In a way, that’s sort of an underlying theme to the whole book - only England has any magic at all that we know of (Napoleon is notably frustrated by the lack of French magicians), and it’s viewed by those in power exactly as “a sort of useful parlour trick”. They’ve no real interest in exploring its full potential because at the time magic was largely practiced by grubby street magicians, and the English upper class are far too class-conscious to want to dirty their hands with such stuff. Even Wellington, who has the most need of it, takes a while to accept its practical application, and note that Strange, who is the keenest proponent of using as much magic as possible, shies away from using it as an offensive weapon of war on the grounds that a “gentleman” would not do such a thing. Norrell’s effort to “make magic respectable” is an uphill battle in the face of all of the above (not helped by Norrell’s own personal foibles, admittedly).

There’s also the stated and implied back history of the Raven King and his use of magic; in addition to general English reluctance to deviate from the tried-and-true way of doing things there’s also an unwillingess to stir up reminders of a past in which England got thoroughly trounced by the forces of the Raven King, losing control of the North entirely (in the book it’s mentioned that the King of England - meaning the South - is only Regent of the North until the Raven King’s assumed eventual return). Using magic is like capitulating to the ways of the enemy, which goes against the English temperament.

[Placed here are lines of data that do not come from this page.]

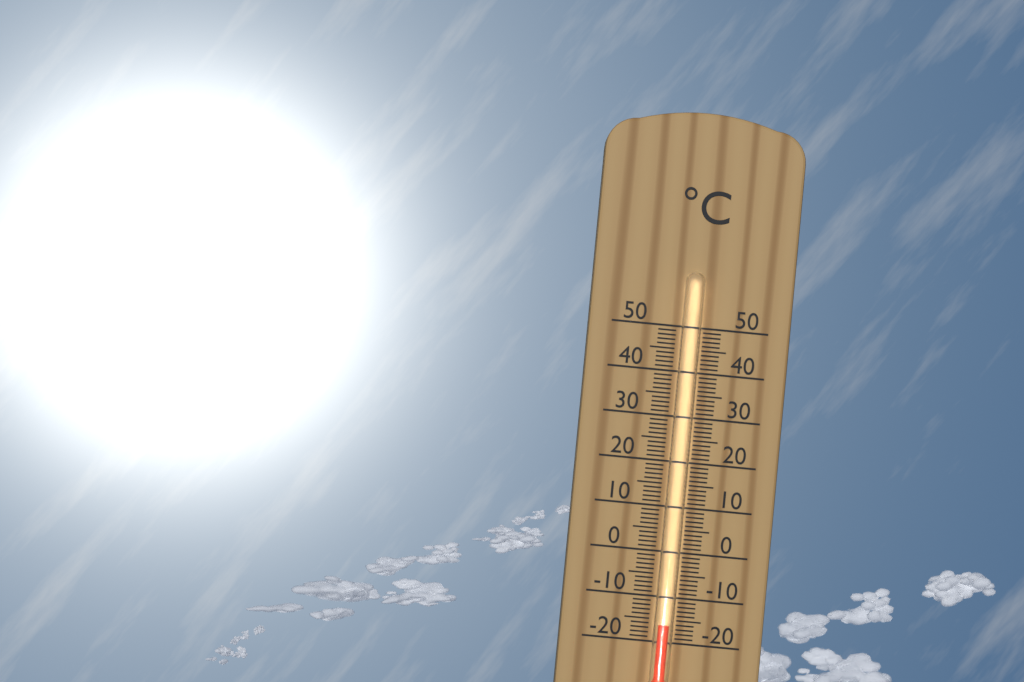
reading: -16 °C
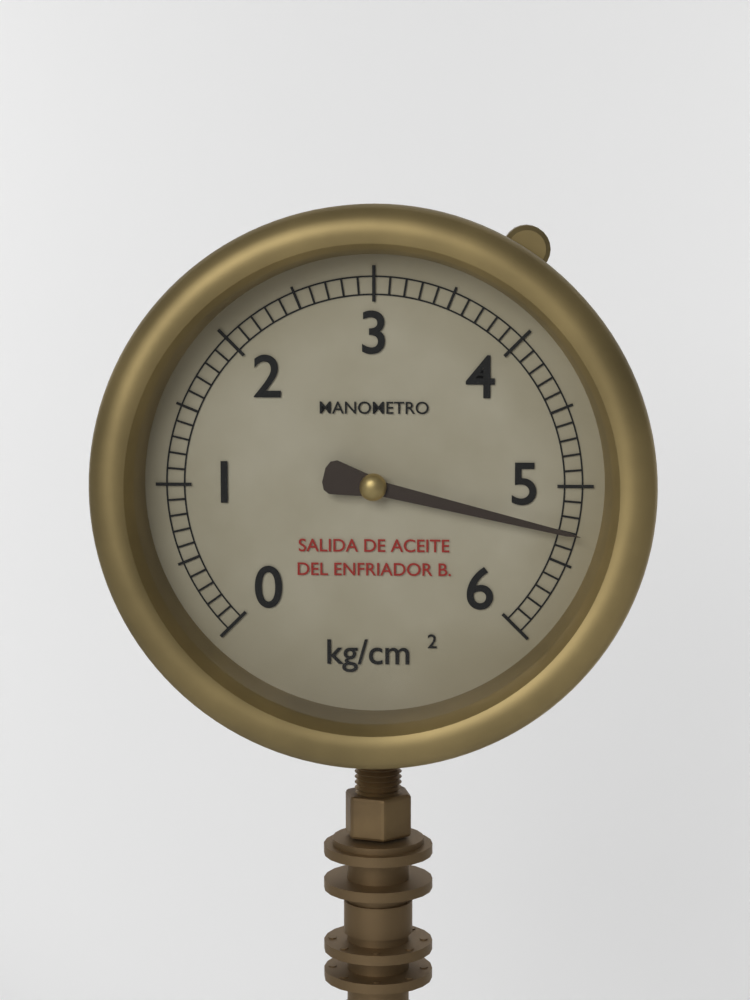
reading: 5.3 kg/cm²
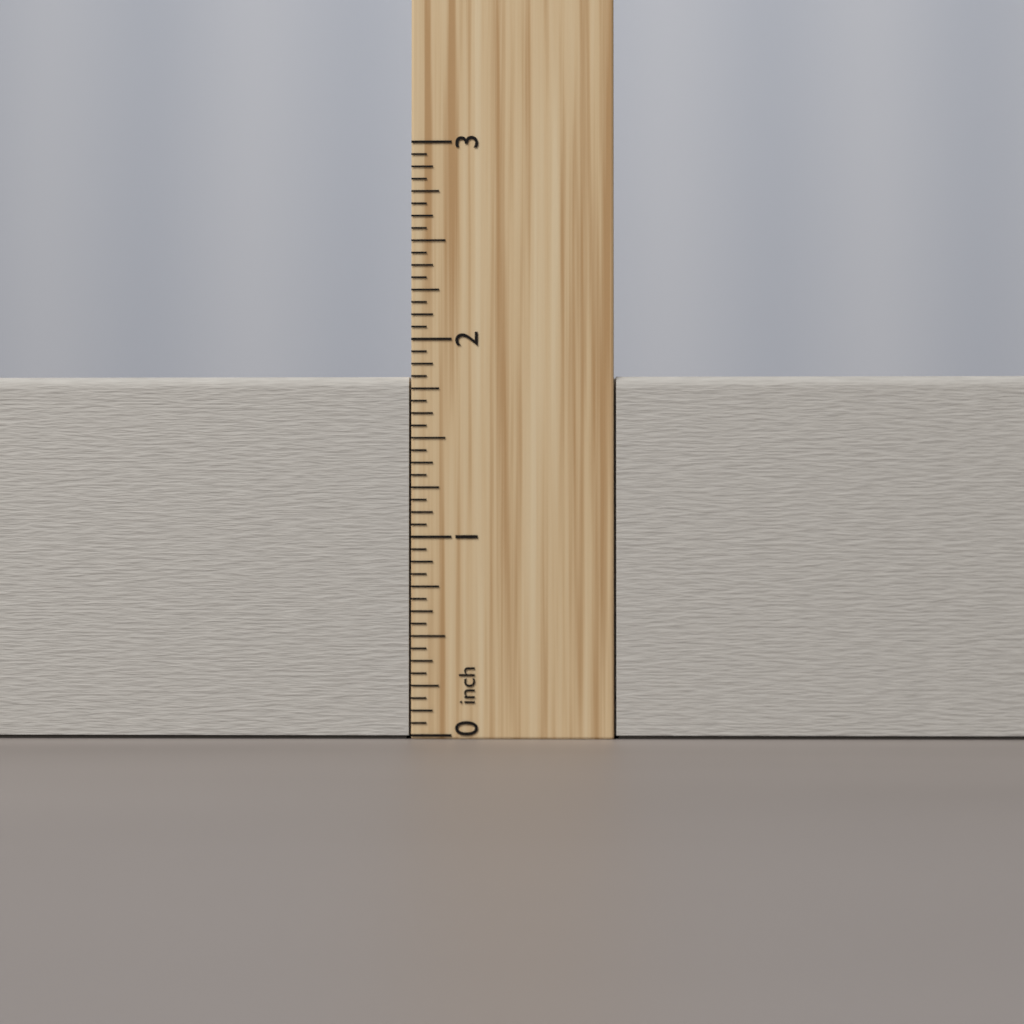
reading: 1.8125 inch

**TL; DR **- the reluctance to use magic in any big way before and during the events of the book is justified in the narrative. What happens after the book, however…

On the subject of whether it gets interesting - personally I love the language Clarke uses with its adaptation of period literary idioms and use of quasi-scholarly footnotes, all rife with humor and narrative indulgences. If you don’t like the medium, you won’t like the book.

You revelled-in, I was completely turned off – each to their own !

I suspect the book appealed far more to period literature lovers than it did to fantasy fans.

As one data point, I’ll note that I never read period literature, do read a lot of fantasy, (and sci fi and contemporary literary fiction) and I think this book is one of the best books I’ve ever read. (Not just one of the best fantasy books.)

Got it. I don’t think of this as an alternate history, but instead as an alternate universe. It’s not a “what if” about some historical counterfactual, instead it’s (just like all fantasy) “here’s a world where magic works and here are the rules, and watch what happens.” It’s just that it happens to be that one of the “rules” is “this world’s history strongly resembles our own.”

As I said, I agree with Trinopus, and I see it as lazy worldbuilding. It’s milquetoast fantasy, cutesy rather than smart.